The Dirty Clergy

Ky, Brian, Cody (2).jpg
“In Waves is polished and clean, but with a healthy dollop of alt-rock reverb and rock & roll chaos. The sound is ambitious and open, folding in the best of quite a few of my favorite genres, but perhaps In Wave’s biggest strength is the yin and the yang chasing each other in every song.”
— Steven Ovadia ‘Albumism’

With 2020 marking a decade into their musical careers The Dirty Clergy vacillates between shoegaze-Esque ruminations on love and struggle and more straightforward garage numbers that surge into ecstatic cacophony all accented by eerily laconic vocals, Alabama's The Dirty Clergy (featuring vocalist/guitarist Brian Manasco, bassist Ky Carter and drummer Cody Moorehead) are looking to expand their already respectable discography with their upcoming full-length, the aptly titled In Waves.

The 12-song collection represents the band's second collaboration with producer Les Nuby (Verbena, Holiday Gunfire and co-owner of Ol' Elegante Studio in Birmingham), who had engineered the Clergy's previous album, 2016's Rattlesnake, a release which would go on to be nominated for "Indie/Alt Album of the Year' at the 2016 Independent Music Awards, get played on LA's legendary KROQ station by Rodney Bingenheimer, receive multiple accolades from AL.com and land the band two placements for the songs “Decades” and “Strange Love” on the tenth season of SHOWTIME's Shameless.

After having a couple of other singers in the tenure of the band, founder Manasco uses this latest record to give his own voice to the lyrics and melodies that he has crafted.

Brian in the studio.

Brian in the studio.

"Everything was different because we had a different lineup," Manasco recalls. "I wrote all of the new songs and when we started rehearsals, the former singer had wanted to rewrite the lyrics. But we had already recorded all of the music. I was then talking to Anton Newcombe from The Brian Jonestown Massacre and he said 'tell that dude to hit the road.' I had to go back and redo all of the songs in terms of tempo and key to accommodate a new singer. I was not planning on singing the songs myself, but ultimately I didn't have a choice."

"That's what the band wanted from the start," Manasco continues. "They wanted me to sing from the beginning. Everything sputtered a bit at first, but I knew the sound I was trying to achieve once started singing because it was something I always wanted to do."

These sudden rearrangements helped the Dirty Clergy develop a record that sounds truly unique. Beginning with the fuzz and percussion-drenched introduction of the opening track and first single "Trials", the Dirty Clergy immediately draws in the listener for an emotional and visceral journey of an album. One of the standout tracks in the album's first half ("Young Lovers" featuring guest vocals from Cameron Lane) brings the trio's instrumentation into true focus with a lengthy section of hard-hitting drums, throbbing bass, and an iconic guitar solo which seamlessly reconvenes with an excellent interplay between the singers. The synth-heavy and dreamlike "Homesick" focuses on the prevalence of school violence in today's society.

KY in the studio.

KY in the studio.

"The shooting at Parkland High School is one that I really focused on for that song," Manasco said. "I was just trying to put myself in their shoes. We recorded it a few months after it occurred."

Songs like "Wonderland", "West Coast" (Lana del Rey cover), and "Whiplash" continue to build on the band's sonic evolution. Even though the band hails from the small town of Winfield, AL, the tunes do not really contain any indication of the music that one might expect from the state, instead of exuding a vibe in line with some of the experimental indie rock found in the epicenters of both US coasts.

Despite the title of the record's last track "Too Good to Last", the Dirty Clergy are here to stay with a collection of tracks that will linger in your mind long after the final note.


What needs to be done: Search the data below for lines that include the word "smelling" and state how many there are, nothing else.

Segment Open

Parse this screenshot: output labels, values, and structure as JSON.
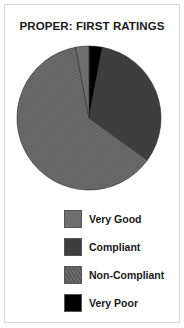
{
  "title": "PROPER:  FIRST RATINGS",
  "chart_data": {
    "type": "pie",
    "title": "PROPER:  FIRST RATINGS",
    "categories": [
      "Very Good",
      "Compliant",
      "Non-Compliant",
      "Very Poor"
    ],
    "values": [
      3,
      32,
      62,
      3
    ],
    "unit": "%",
    "colors": [
      "#6e6e6e",
      "#3e3e3e",
      "#686868",
      "#000000"
    ],
    "start_angle_deg": 0,
    "direction": "clockwise",
    "slice_order_from_top": [
      "Very Poor",
      "Compliant",
      "Non-Compliant",
      "Very Good"
    ],
    "legend_position": "bottom"
  },
  "legend": [
    {
      "label": "Very Good",
      "color": "#6e6e6e",
      "pattern": "solid"
    },
    {
      "label": "Compliant",
      "color": "#3e3e3e",
      "pattern": "solid"
    },
    {
      "label": "Non-Compliant",
      "color": "#686868",
      "pattern": "hatched"
    },
    {
      "label": "Very Poor",
      "color": "#000000",
      "pattern": "solid"
    }
  ]
}
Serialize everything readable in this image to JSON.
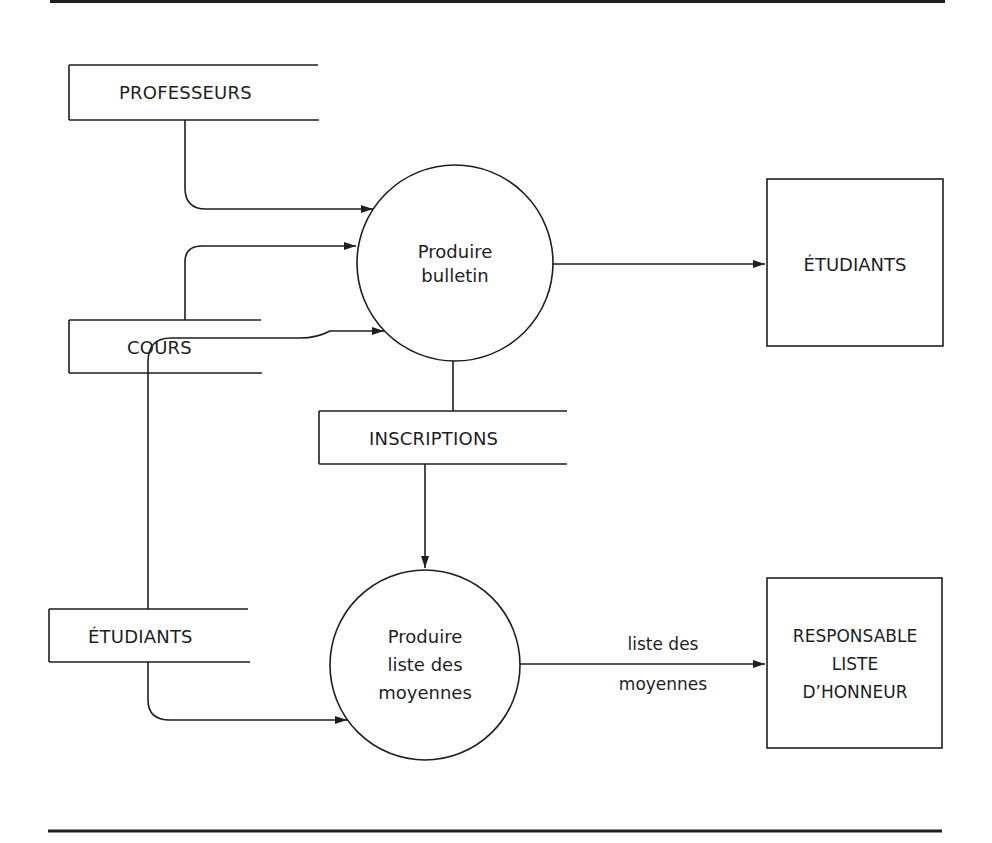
{
  "diagram": {
    "type": "data-flow-diagram",
    "stroke_color": "#1e1e1e",
    "background": "#ffffff",
    "data_stores": [
      {
        "id": "professeurs",
        "label": "PROFESSEURS"
      },
      {
        "id": "cours",
        "label": "COURS"
      },
      {
        "id": "inscriptions",
        "label": "INSCRIPTIONS"
      },
      {
        "id": "etudiants_store",
        "label": "ÉTUDIANTS"
      }
    ],
    "processes": [
      {
        "id": "produire_bulletin",
        "lines": [
          "Produire",
          "bulletin"
        ]
      },
      {
        "id": "produire_liste",
        "lines": [
          "Produire",
          "liste des",
          "moyennes"
        ]
      }
    ],
    "external_entities": [
      {
        "id": "etudiants_entity",
        "lines": [
          "ÉTUDIANTS"
        ]
      },
      {
        "id": "responsable",
        "lines": [
          "RESPONSABLE",
          "LISTE",
          "D’HONNEUR"
        ]
      }
    ],
    "flows": [
      {
        "from": "professeurs",
        "to": "produire_bulletin",
        "label": ""
      },
      {
        "from": "cours",
        "to": "produire_bulletin",
        "label": ""
      },
      {
        "from": "etudiants_store",
        "to": "produire_bulletin",
        "label": ""
      },
      {
        "from": "produire_bulletin",
        "to": "etudiants_entity",
        "label": ""
      },
      {
        "from": "produire_bulletin",
        "to": "inscriptions",
        "label": ""
      },
      {
        "from": "inscriptions",
        "to": "produire_liste",
        "label": ""
      },
      {
        "from": "etudiants_store",
        "to": "produire_liste",
        "label": ""
      },
      {
        "from": "produire_liste",
        "to": "responsable",
        "label_lines": [
          "liste des",
          "moyennes"
        ]
      }
    ]
  }
}
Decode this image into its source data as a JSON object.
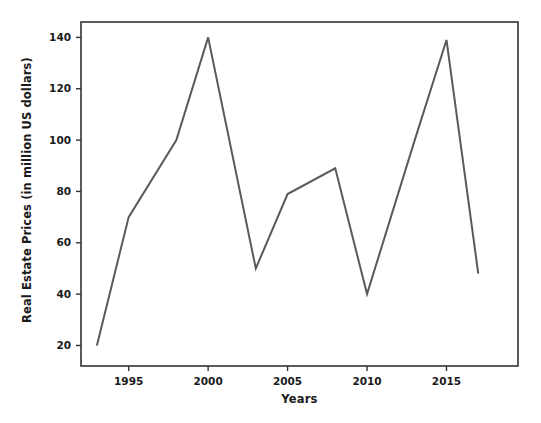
{
  "chart_data": {
    "type": "line",
    "title": "",
    "xlabel": "Years",
    "ylabel": "Real Estate Prices (in million US dollars)",
    "x": [
      1993,
      1995,
      1998,
      2000,
      2003,
      2005,
      2008,
      2010,
      2013,
      2015,
      2017
    ],
    "values": [
      20,
      70,
      100,
      140,
      50,
      79,
      89,
      40,
      100,
      139,
      48
    ],
    "series": [
      {
        "name": "Real Estate Prices",
        "values": [
          20,
          70,
          100,
          140,
          50,
          79,
          89,
          40,
          100,
          139,
          48
        ]
      }
    ],
    "xlim": [
      1992.0,
      1019.5
    ],
    "x_range": [
      1992.0,
      2019.5
    ],
    "ylim": [
      12,
      146
    ],
    "xticks": [
      1995,
      2000,
      2005,
      2010,
      2015
    ],
    "xtick_labels": [
      "1995",
      "2000",
      "2005",
      "2010",
      "2015"
    ],
    "yticks": [
      20,
      40,
      60,
      80,
      100,
      120,
      140
    ],
    "ytick_labels": [
      "20",
      "40",
      "60",
      "80",
      "100",
      "120",
      "140"
    ],
    "grid": false,
    "legend": false,
    "legend_position": "none",
    "line_color": "#5a5a5a",
    "line_width": 2,
    "frame_color": "#333333",
    "background_color": "#ffffff"
  },
  "axes": {
    "x_title": "Years",
    "y_title": "Real Estate Prices (in million US dollars)"
  }
}
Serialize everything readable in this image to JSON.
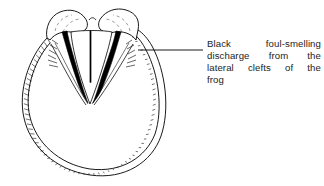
{
  "figure": {
    "name": "hoof-thrush-diagram",
    "background_color": "#ffffff",
    "line_color": "#000000",
    "discharge_color": "#000000"
  },
  "annotation": {
    "full_text": "Black foul-smelling discharge from the lateral clefts of the frog",
    "lines": [
      "Black   foul-smelling",
      "discharge  from  the",
      "lateral  clefts  of  the",
      "frog"
    ],
    "leader_line": {
      "from_x": 138,
      "from_y": 50,
      "to_x": 203,
      "to_y": 50
    }
  },
  "structures": [
    {
      "name": "hoof-wall",
      "label": "Hoof wall"
    },
    {
      "name": "bulb-of-heel-left",
      "label": "Bulb of heel (left)"
    },
    {
      "name": "bulb-of-heel-right",
      "label": "Bulb of heel (right)"
    },
    {
      "name": "frog",
      "label": "Frog"
    },
    {
      "name": "central-sulcus",
      "label": "Central sulcus of frog"
    },
    {
      "name": "lateral-cleft-left",
      "label": "Left lateral cleft"
    },
    {
      "name": "lateral-cleft-right",
      "label": "Right lateral cleft"
    },
    {
      "name": "bar-left",
      "label": "Left bar"
    },
    {
      "name": "bar-right",
      "label": "Right bar"
    }
  ]
}
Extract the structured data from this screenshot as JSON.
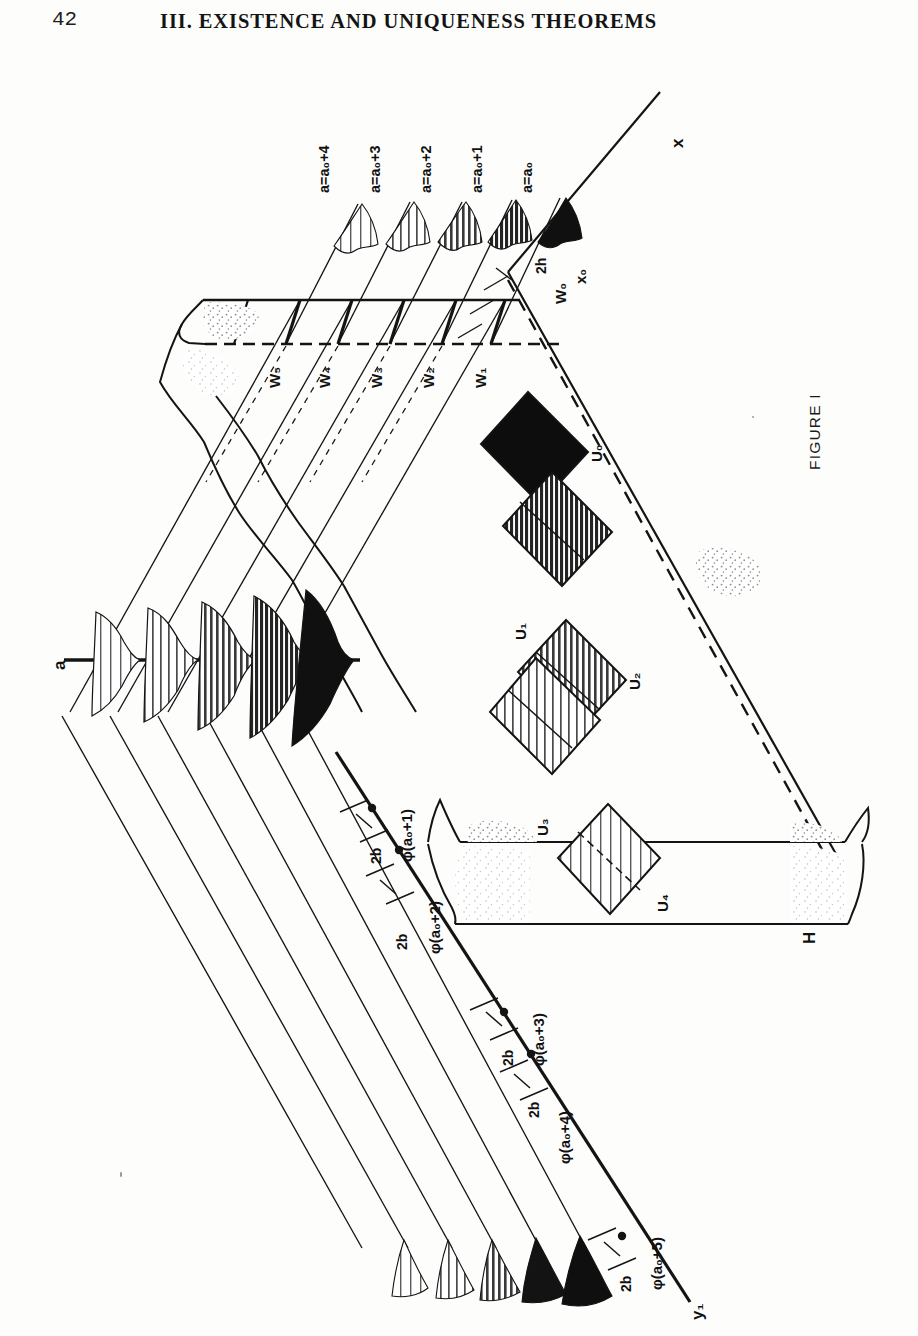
{
  "page": {
    "folio": "42",
    "running_head": "III.   EXISTENCE AND UNIQUENESS THEOREMS"
  },
  "figure": {
    "caption": "FIGURE I",
    "axes": [
      {
        "name": "x-axis-label",
        "text": "x"
      },
      {
        "name": "a-axis-label",
        "text": "a"
      },
      {
        "name": "y1-axis-label",
        "text": "y₁"
      },
      {
        "name": "h-label",
        "text": "H"
      }
    ],
    "origin_labels": [
      {
        "name": "x0-label",
        "text": "x₀"
      },
      {
        "name": "w0-label",
        "text": "W₀"
      },
      {
        "name": "two-a-label",
        "text": "2a"
      },
      {
        "name": "two-h-label",
        "text": "2h"
      }
    ],
    "a_level_labels": [
      {
        "text": "a=a₀"
      },
      {
        "text": "a=a₀+1"
      },
      {
        "text": "a=a₀+2"
      },
      {
        "text": "a=a₀+3"
      },
      {
        "text": "a=a₀+4"
      }
    ],
    "w_strip_labels": [
      {
        "text": "W₁"
      },
      {
        "text": "W₂"
      },
      {
        "text": "W₃"
      },
      {
        "text": "W₄"
      },
      {
        "text": "W₅"
      }
    ],
    "u_region_labels": [
      {
        "text": "U₀",
        "fill": "solid-black"
      },
      {
        "text": "U₁",
        "fill": "dark-hatch"
      },
      {
        "text": "U₂",
        "fill": "medium-hatch"
      },
      {
        "text": "U₃",
        "fill": "light-hatch"
      },
      {
        "text": "U₄",
        "fill": "open-hatch"
      }
    ],
    "phi_labels": [
      {
        "text": "φ(a₀+1)"
      },
      {
        "text": "φ(a₀+2)"
      },
      {
        "text": "φ(a₀+3)"
      },
      {
        "text": "φ(a₀+4)"
      },
      {
        "text": "φ(a₀+5)"
      }
    ],
    "interval_labels": [
      {
        "text": "2b"
      },
      {
        "text": "2b"
      },
      {
        "text": "2b"
      },
      {
        "text": "2b"
      },
      {
        "text": "2b"
      }
    ]
  },
  "colors": {
    "ink": "#141414",
    "paper": "#fdfdfc",
    "stipple": "#8c8c8c",
    "hatch_dark": "#2b2b2b",
    "hatch_mid": "#555555"
  }
}
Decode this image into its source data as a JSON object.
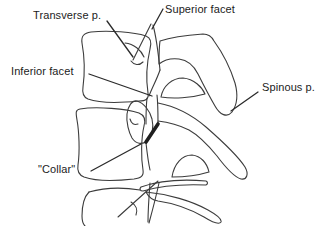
{
  "figure": {
    "colors": {
      "background": "#ffffff",
      "line": "#3c3c3c",
      "text": "#1c1c1c",
      "collar_mark": "#1f1f1f"
    },
    "labels": {
      "transverse": "Transverse p.",
      "superior": "Superior facet",
      "inferior": "Inferior facet",
      "spinous": "Spinous p.",
      "collar": "\"Collar\""
    }
  }
}
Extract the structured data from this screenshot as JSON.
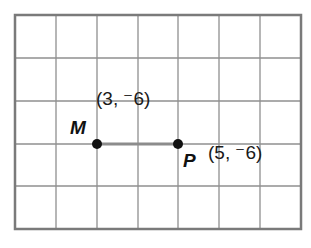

Segment Closed

Written answer: 2